Melisande thought a moment before asking, “You said your hand was very fine, didn’t you?”
“Yes?”
“Then there is a small thing you can do for me, if you don’t mind.” Melisande rose and went to the dresser again, pulling out a drawer and taking out a flat box. She brought it back to where Helen sat. “I’ve just finished translating a children’s book for a friend, but my handwriting is deplorable. Could you copy it out fresh for me so that I can have it bound into a book?”
“Oh, yes, certainly.” Helen took the box and smoothed her fingers over the top. “But . . . but where are you sending me? Where are my children and I going?”
Melisande smiled slowly, because she really was rather pleased with herself. “Scotland.”
MELISANDE WAS GONE when Jasper returned that afternoon. Inexplicably this irritated him. He’d been avoiding his lady wife for nearly a full day, and now that he wanted to see her, she wasn’t here. Fickle woman.
He ignored the voice in his head that said he was being an ass and climbed the stairs to his rooms. He paused outside his own door and then looked down the hall to hers. On impulse, he entered her room. Nearly a month ago, he’d come here for answers to who his wife was and had gone away no wiser. Now he’d traveled with her to Scotland, learned she’d had a lover and been with child, made love to her thoroughly and wonderfully, and still—still—he felt that she held something back from him. God! He didn’t even know, after all this time, why she had married him.
Jasper prowled the room. He’d been ridiculously vain when she’d first presented him with her proposal of marriage. He’d assumed—if he’d thought about it at all—that she hadn’t other choices. That she was on the shelf and had no suitors. That he was her last chance at marriage. But now, after living with her, bantering with her, making love to her, Jasper knew that his first vague thoughts were terribly off the mark. She was a quick-witted, intelligent woman. A woman who flamed to life in bed. The kind of woman a man could spend his entire life looking for and never find. But if he did find her . . . then he would make sure he held her and kept her close and happy.
g fght="0%" width="4%">Melisande had had choices. The question was, why had she chosen him?
Jasper found himself in front of her chest of drawers. He stared at them a moment and then bent and pulled out the bottom drawer to find the little tin snuffbox. He straightened with it in his hand. Inside was the same little china dog and the silver button, but the pressed violet was missing. He stirred the items with his finger. Other things had been added to the little cache in place of the violet: a tiny sprig and a few hairs curled together. He picked up the sprig and looked at it. The leaves were narrow, almost needlelike, and small lavender flowers climbed the stem. It was a sprig of heather. From Scotland. And the hair looked like it might very well be his own.
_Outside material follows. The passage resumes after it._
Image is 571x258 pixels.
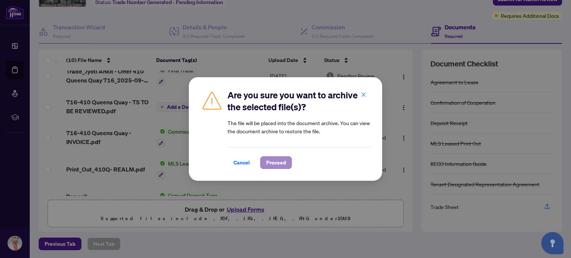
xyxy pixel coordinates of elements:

He was frowning down at the snuffbox when behind him the door opened.
He didn’t bother trying to hide what he’d found. In a strange way, he welcomed this confrontation.
He turned to face Melisande. “My lady wife.”
She closed the door gently behind her and looked from his face to her treasure box. “What are you doing?”
“I’m trying to discover something,” he said.
“What?”
“Why you married me.”
VALE STOOD BEFORE Melisande with her most intimate secrets in his hand and asked her the stupidest question she’d ever heard.
She blinked and because she couldn’t quite credit him with such idiocy, said, “What?”
He prowled toward her, the snuffbox still in his long, bony fingers. His curling mahogany hair was pulled back in a queue that was coming undone; his face was lined and sad, pouches beneath his eyes testament to his sleepless nights. His wide shoulders were covered in a brown and red coat with a stain on the elbow, and his shoes were scuffed. She had never felt so angry at another person and at the same time been aware of how beautiful he was to her.
How perfect in all his imperfections.
“I want to know why you married me, my one and only heart,” he said, his complete attention on her.
“Are you stupid?”
He cocked his head at her tone and her words, as if his curiosity was aroused more than his anger. “No.”
“Perhaps you were dropped on your head as a child,” she said sweetly. “Or mayhap madness runs in your family.”
He shook his head slowly, still advancing toward her. “Not to my knowledge.”
“Then your stupidity is all your own.”
“I don’t think I’m any more dim-witted than other males.” He was right in front of her now, leaning into her face, too close, too personal.